2020 ESA Annual Meeting (August 3 - 6)

PS 48 Abstract - A toolbox for the rigorous integration of remote sensing and organismal occurrence data

Richard Li1, Ajay Ranipeta1, John Wilshire1, Robert P. Guralnick2, Adam M. Wilson3 and Walter Jetz1, (1)Department of Ecology and Evolutionary Biology, Yale University, New Haven, CT, (2)Florida Museum of Natural History, Gainesville, FL, (3)Department of Geography, University at Buffalo, Buffalo, NY
Background/Question/Methods

Spatiotemporal biodiversity data of various forms are accumulating rapidly in near real-time. They include: incidental museum or citizen science point observations, survey data of varying protocols, sensor-based inventories, animal movement/tracking data, among others. Notably, these data greatly differ in their spatial grains (e.g. from meters to many kilometers), temporal grains (from minutes to months), and their associated spatiotemporal uncertainties.
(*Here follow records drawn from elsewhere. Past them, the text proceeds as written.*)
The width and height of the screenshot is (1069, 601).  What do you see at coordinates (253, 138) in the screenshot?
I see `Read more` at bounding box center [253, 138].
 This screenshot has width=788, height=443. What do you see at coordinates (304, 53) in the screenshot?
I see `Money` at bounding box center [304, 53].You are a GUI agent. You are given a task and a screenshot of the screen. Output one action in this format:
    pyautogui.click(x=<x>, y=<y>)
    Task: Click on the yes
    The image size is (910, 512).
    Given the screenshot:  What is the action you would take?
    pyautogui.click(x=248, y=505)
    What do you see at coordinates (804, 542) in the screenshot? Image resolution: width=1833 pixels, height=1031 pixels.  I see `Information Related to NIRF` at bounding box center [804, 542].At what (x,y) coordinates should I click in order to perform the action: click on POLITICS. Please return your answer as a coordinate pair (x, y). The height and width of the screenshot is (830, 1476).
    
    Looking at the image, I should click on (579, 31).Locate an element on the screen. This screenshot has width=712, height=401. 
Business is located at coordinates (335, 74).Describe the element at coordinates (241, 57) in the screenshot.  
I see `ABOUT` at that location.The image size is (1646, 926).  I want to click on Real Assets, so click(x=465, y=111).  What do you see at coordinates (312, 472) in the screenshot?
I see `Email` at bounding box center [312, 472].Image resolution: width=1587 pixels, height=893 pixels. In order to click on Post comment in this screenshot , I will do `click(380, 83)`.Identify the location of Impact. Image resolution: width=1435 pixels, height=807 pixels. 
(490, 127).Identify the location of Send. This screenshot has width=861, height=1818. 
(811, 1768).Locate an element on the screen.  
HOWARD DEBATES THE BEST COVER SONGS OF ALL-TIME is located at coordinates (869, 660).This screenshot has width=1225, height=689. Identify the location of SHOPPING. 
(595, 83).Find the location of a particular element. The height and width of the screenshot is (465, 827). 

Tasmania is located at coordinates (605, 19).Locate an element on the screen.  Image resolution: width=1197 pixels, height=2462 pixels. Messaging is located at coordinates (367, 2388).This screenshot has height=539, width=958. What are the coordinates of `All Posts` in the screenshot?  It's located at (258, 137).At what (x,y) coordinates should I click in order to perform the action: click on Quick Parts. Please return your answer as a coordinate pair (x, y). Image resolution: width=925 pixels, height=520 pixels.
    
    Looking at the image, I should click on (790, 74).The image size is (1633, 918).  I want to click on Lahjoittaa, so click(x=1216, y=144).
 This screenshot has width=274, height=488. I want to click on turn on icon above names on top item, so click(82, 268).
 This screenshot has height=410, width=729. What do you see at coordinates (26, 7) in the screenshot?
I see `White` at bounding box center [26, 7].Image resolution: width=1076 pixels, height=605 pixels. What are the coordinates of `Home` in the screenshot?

A vast and growing set of global remotely-sensed and other environmental data offer tremendous opportunities for linking these biodiversity data to environmental data flows (‘environmental annotation’). However, ad hoc fusion of such heterogeneous biodiversity data with environmental data can lead to unreliable results, and even mischaracterizations of the environmental signatures of the biodiversity data.

Results/Conclusions

We present a new platform for the precise and flexible fusion of spatiotemporal biodiversity data and environmental data for ecological analysis. Our platform is the first to provide users with customizable spatial and temporal buffers around input biodiversity records. These buffers can be used to adjust the effective grain size and/or uncertainty of heterogeneous biodiversity data, giving scientists the power to integrate data from heterogeneous biodiversity data sources in a scientifically rigorous way. Our platform additionally offers key datasets for environmental annotation at higher spatial and temporal resolutions than have been previously available in comparable tools. These include global MODIS imagery at a daily time interval, and global Landsat imagery at 30m resolution. We also provide EarthEnv and Chelsa products for annotation for the first time. Our platform will be available to the public free of charge through a webtool and an R package, and will be hosted via Map of Life (mol.org), joining a suite of other tools for the aggregation and analysis of global biodiversity data.